On-Call Dashboard vs Leadership Dashboard: Different Tools
Same data, different views. The two-dashboard pattern that serves both audiences without compromise.
On-call dashboard
On-call dashboards and leadership dashboards have different audiences and different purposes. Trying to serve both audiences with one dashboard produces a dashboard that serves neither well. The discipline is recognizing the difference and producing two dashboards from the same underlying data.
What the on-call dashboard provides:
- Time-series, current state, drilling into anomalies.: The on-call needs detail. Time-series at minute granularity, current health, ability to drill into anomalies. The dashboard is a working tool during incidents.
- 10 to 15 panels of dense detail.: The dashboard has many panels. Each shows a different aspect of system health. The density is appropriate for technical use; the on-call processes many panels quickly.
- Audience: technical.: The audience is the engineer on-call. They understand the metrics; they recognize the patterns; they know what is normal and what is not. The dashboard assumes technical literacy.
- Looking for action.: The on-call is looking for what to do. The dashboard surfaces anomalies, deviations, urgent signals. The information drives immediate action.
- The dashboard is a tool, not a presentation.: The on-call dashboard is utilitarian. Aesthetics matter less than information density. The right dashboard for the on-call is dense and information-rich.
The on-call dashboard's purpose is operational. The audience and the purpose drive the design.
Leadership dashboard
The leadership dashboard has a different audience and purpose. Engineering leaders, executives, and product owners need status, not action. The dashboard is a presentation, not a working tool.
- Trend lines, week-over-week, against SLO targets.: Leaders care about trends. Is the system improving or degrading? Are we meeting our SLOs? The dashboard shows trends; the audience makes strategic decisions based on the trends.
- 4 to 6 panels of summary.: The leadership dashboard is sparse. A few panels summarize the system's state. The density matches the audience's attention; leaders process a small number of clear signals.
- Audience: less technical.: Leadership is mixed. Some leaders are deeply technical; some are not. The dashboard is designed for the less technical end of the audience; technical leaders can drill in elsewhere.
- Looking for status.: Leaders are looking for status, not for the next action to take. Are we doing well? Are there concerns? The status drives strategic decisions, not tactical ones.
- The dashboard is the presentation.: The leadership dashboard's purpose is communication. Aesthetics matter; clarity matters; the visual design supports the communication. The dashboard is part of executive presentations; it should look polished.
The leadership dashboard's purpose is strategic. The audience and the purpose drive a different design from the on-call dashboard.
Why split
The two purposes are fundamentally different. Trying to serve both with one dashboard produces a compromise that fails both audiences. Splitting is the discipline that serves each audience well.
- Mixed-audience dashboards serve neither audience well.: A dashboard that tries to be both is too dense for leadership and too sparse for on-call. Both audiences are dissatisfied; the dashboard's value is reduced.
- The one is too dense.: Leadership encounters a dense on-call dashboard and cannot extract the strategic signal. The information is there; the presentation does not match the audience's needs.
- The other is too sparse.: The on-call encounters a leadership dashboard and cannot find the operational detail. The summary is there; the depth needed for incident response is absent.
- Maintenance: same metrics, different views.: The two dashboards share the underlying metrics. The maintenance is mostly the same: as metrics evolve, both dashboards inherit the changes. The cost of the second dashboard is small.
- Cost is small; benefit is large.: The cost of building and maintaining a second dashboard is bounded. The benefit (each audience served well) is substantial. The cost-benefit favors splitting in almost every case.
On-call dashboard vs leadership dashboard is one of those small disciplines that pays off across many interactions. Nova AI Ops integrates with dashboard platforms, supports the per-audience dashboard pattern, and helps teams produce dashboards that serve their actual audiences.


* What the task asks *
All lines from the one with "Task: Click on the img: Stream Logo" through the last are to be given again exactly as they stand in the data below, and only those.

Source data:
== Segment start ==

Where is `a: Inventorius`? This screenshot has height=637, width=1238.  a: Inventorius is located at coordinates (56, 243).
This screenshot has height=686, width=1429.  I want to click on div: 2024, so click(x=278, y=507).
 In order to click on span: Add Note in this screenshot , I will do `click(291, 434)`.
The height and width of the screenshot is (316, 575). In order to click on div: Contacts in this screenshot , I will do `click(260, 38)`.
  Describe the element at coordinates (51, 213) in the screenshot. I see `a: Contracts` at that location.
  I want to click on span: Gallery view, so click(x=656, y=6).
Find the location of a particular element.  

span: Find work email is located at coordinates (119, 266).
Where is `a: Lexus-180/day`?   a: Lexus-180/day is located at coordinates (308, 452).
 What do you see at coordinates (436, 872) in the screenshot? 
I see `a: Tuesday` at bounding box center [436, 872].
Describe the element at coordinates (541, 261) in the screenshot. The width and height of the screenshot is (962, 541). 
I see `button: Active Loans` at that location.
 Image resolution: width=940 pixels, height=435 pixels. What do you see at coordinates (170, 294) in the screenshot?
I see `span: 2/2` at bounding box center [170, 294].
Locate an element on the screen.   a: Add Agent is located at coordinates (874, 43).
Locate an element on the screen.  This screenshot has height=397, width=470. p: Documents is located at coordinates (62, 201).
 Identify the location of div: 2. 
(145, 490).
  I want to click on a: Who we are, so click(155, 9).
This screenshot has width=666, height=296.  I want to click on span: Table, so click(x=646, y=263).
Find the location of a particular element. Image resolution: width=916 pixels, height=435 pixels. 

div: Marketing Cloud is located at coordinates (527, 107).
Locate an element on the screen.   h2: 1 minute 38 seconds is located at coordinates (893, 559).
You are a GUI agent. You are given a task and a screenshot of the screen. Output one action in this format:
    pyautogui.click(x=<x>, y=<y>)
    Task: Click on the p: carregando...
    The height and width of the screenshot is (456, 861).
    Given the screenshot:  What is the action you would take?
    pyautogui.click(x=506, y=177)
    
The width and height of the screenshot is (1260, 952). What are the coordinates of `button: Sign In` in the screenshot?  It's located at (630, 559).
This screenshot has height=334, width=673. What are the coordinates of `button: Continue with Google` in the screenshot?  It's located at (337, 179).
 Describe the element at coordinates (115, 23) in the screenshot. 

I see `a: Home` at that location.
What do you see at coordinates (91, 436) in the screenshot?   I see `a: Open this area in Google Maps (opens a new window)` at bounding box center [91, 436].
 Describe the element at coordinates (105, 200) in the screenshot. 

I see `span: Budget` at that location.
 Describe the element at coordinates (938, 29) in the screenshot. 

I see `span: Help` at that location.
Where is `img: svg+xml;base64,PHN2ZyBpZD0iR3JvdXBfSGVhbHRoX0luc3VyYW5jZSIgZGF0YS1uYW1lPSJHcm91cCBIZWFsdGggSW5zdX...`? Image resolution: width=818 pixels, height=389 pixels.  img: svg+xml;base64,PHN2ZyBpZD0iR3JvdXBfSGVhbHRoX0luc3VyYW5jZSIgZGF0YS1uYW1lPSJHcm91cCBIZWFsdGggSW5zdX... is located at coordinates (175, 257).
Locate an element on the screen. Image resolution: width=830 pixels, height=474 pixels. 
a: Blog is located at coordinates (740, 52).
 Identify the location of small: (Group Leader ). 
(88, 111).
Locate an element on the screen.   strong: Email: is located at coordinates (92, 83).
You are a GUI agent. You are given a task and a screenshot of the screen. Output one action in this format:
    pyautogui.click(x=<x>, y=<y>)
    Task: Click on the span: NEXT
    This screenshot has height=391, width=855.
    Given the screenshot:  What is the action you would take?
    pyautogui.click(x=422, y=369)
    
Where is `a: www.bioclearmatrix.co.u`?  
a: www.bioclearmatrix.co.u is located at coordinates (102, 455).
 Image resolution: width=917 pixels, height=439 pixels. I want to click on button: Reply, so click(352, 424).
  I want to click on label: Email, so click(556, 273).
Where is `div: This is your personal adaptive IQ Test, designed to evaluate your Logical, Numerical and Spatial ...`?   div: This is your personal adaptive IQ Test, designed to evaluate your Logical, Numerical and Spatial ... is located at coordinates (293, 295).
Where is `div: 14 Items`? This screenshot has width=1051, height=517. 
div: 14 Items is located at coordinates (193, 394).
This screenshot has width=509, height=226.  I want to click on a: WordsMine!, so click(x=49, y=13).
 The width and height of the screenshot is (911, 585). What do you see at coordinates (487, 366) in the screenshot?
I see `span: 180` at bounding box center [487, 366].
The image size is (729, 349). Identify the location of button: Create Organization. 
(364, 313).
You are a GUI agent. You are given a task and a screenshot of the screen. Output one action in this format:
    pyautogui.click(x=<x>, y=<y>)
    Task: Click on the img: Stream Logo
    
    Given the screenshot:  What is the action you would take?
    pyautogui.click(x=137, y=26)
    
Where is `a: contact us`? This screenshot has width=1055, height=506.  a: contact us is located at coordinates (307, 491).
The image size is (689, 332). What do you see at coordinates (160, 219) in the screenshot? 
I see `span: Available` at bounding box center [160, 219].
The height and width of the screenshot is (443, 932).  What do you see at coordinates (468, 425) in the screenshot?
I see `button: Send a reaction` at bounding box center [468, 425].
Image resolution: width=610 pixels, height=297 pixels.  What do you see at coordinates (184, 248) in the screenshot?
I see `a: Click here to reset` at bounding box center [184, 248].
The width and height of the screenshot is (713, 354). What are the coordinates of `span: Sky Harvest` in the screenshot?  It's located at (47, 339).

== Segment end ==

* Exercise answer *
    Task: Click on the img: Stream Logo
    
    Given the screenshot:  What is the action you would take?
    pyautogui.click(x=137, y=26)
    
Where is `a: contact us`? This screenshot has width=1055, height=506.  a: contact us is located at coordinates (307, 491).
The image size is (689, 332). What do you see at coordinates (160, 219) in the screenshot? 
I see `span: Available` at bounding box center [160, 219].
The height and width of the screenshot is (443, 932).  What do you see at coordinates (468, 425) in the screenshot?
I see `button: Send a reaction` at bounding box center [468, 425].
Image resolution: width=610 pixels, height=297 pixels.  What do you see at coordinates (184, 248) in the screenshot?
I see `a: Click here to reset` at bounding box center [184, 248].
The width and height of the screenshot is (713, 354). What are the coordinates of `span: Sky Harvest` in the screenshot?  It's located at (47, 339).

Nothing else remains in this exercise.